### [Information]
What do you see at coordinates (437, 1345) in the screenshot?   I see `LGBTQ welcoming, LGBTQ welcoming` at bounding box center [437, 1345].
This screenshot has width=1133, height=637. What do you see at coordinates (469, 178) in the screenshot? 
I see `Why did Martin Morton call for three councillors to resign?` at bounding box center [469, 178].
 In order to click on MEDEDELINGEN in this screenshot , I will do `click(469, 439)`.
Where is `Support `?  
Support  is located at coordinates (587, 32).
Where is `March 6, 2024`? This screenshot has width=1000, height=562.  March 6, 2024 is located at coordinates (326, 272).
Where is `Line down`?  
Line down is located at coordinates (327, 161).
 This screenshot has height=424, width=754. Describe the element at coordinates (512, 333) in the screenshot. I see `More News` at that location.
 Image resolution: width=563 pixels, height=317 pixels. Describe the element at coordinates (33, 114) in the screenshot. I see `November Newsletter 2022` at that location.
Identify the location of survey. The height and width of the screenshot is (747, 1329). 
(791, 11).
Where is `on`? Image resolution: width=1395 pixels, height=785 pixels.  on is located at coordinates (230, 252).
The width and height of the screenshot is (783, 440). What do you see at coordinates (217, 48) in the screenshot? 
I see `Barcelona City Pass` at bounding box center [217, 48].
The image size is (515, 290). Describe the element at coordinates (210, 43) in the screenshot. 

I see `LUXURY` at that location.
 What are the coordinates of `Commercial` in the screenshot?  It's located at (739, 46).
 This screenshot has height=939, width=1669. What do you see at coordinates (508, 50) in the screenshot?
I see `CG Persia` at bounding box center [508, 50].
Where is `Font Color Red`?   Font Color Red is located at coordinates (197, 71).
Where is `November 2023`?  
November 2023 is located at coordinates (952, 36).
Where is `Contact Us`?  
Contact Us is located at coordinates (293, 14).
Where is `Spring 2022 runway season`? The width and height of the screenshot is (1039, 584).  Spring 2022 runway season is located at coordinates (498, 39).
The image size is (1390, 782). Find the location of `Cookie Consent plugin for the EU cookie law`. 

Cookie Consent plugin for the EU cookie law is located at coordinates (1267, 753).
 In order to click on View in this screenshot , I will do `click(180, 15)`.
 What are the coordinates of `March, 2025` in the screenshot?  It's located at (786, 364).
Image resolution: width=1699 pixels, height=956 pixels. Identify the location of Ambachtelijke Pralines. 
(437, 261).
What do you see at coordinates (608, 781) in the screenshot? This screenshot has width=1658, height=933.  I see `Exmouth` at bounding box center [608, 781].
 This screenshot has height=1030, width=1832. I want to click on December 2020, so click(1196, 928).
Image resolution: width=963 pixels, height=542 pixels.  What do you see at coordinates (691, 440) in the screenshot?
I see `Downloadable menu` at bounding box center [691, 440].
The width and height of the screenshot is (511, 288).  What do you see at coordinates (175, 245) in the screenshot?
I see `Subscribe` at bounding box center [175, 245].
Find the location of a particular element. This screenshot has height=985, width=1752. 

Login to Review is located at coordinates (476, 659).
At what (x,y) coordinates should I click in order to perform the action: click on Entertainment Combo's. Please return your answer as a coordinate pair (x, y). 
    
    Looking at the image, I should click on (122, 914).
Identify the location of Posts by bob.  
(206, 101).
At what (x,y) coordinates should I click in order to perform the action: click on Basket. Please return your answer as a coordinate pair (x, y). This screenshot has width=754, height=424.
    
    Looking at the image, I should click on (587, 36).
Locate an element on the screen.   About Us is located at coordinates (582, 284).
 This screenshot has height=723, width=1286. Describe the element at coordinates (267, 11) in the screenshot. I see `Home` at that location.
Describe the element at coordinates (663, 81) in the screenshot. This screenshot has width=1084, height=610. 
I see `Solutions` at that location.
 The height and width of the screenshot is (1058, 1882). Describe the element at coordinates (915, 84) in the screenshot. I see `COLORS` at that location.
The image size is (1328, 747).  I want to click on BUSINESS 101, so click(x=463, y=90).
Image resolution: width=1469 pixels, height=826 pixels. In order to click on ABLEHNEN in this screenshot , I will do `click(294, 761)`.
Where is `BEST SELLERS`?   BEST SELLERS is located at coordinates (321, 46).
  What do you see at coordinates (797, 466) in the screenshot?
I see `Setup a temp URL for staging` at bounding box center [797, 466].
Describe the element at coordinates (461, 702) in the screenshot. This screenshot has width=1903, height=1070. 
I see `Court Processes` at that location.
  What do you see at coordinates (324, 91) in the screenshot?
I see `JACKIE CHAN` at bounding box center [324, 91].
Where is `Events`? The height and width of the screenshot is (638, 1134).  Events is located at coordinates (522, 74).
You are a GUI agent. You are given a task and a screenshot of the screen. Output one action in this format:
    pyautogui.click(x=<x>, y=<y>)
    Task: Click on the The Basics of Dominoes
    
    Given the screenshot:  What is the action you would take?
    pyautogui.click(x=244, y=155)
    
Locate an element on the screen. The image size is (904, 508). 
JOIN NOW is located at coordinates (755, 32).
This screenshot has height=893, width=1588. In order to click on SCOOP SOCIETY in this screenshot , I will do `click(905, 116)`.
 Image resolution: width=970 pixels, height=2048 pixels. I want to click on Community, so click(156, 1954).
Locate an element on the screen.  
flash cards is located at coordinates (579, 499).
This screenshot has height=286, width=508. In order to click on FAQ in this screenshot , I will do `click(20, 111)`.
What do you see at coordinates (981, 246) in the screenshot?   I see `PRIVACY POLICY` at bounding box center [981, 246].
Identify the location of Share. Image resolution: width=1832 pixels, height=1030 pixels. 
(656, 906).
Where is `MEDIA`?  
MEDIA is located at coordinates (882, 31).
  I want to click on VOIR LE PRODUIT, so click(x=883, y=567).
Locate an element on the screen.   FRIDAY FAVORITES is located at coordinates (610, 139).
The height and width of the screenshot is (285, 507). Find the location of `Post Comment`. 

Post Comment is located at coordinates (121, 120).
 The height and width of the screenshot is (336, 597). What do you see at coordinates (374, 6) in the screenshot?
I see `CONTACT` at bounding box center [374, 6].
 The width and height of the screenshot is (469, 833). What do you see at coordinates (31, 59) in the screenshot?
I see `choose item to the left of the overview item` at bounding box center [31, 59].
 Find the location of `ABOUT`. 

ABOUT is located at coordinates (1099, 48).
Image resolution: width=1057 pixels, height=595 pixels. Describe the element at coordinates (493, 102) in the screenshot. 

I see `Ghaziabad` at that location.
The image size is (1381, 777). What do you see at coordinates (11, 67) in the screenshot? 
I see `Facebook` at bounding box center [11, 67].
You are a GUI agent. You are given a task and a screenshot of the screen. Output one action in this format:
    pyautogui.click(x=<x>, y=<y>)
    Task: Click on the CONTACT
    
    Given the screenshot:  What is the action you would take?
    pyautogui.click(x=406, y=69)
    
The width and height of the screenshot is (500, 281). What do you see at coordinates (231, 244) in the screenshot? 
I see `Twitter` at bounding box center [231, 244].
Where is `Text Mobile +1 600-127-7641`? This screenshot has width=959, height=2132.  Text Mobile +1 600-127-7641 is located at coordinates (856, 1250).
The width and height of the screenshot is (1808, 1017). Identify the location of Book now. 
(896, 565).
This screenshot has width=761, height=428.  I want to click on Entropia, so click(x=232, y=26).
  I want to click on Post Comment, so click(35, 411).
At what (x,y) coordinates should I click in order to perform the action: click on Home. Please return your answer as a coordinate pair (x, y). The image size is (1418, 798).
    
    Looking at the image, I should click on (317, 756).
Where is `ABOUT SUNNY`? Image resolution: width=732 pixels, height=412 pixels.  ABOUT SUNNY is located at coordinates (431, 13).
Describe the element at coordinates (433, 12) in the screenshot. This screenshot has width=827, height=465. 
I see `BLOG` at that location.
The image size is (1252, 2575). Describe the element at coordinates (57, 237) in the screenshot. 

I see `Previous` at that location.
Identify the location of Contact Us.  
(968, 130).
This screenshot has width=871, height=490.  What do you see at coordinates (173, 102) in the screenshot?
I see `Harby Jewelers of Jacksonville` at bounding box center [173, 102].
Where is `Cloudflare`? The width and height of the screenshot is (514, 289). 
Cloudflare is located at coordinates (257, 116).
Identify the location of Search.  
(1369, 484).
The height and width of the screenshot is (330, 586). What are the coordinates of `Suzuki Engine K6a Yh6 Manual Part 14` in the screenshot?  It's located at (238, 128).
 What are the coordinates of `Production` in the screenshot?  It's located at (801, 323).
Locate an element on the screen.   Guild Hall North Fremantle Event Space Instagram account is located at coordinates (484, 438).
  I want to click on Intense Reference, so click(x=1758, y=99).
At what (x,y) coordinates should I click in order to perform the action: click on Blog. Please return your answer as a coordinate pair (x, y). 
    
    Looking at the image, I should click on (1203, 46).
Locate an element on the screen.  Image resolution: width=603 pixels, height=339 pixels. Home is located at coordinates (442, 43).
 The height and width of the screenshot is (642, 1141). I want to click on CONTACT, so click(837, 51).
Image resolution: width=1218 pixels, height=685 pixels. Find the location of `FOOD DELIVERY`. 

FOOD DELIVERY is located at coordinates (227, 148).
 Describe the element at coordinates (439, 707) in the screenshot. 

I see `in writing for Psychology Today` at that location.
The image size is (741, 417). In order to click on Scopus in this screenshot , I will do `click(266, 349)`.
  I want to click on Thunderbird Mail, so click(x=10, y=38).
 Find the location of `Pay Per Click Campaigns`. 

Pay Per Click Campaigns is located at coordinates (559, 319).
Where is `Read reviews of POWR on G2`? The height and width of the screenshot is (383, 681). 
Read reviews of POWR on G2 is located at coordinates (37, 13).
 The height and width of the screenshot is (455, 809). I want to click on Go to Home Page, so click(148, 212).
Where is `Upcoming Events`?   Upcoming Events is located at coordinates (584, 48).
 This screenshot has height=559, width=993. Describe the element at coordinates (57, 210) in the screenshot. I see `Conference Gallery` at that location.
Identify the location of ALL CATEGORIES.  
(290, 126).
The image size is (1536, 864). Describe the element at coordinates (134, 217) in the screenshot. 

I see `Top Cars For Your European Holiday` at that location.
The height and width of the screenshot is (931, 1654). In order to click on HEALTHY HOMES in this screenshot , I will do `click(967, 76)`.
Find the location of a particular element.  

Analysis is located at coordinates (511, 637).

### [Work instructions]
Your answer must be one number: how many lines of the entries hold the string "March".

### [Problem solution]
2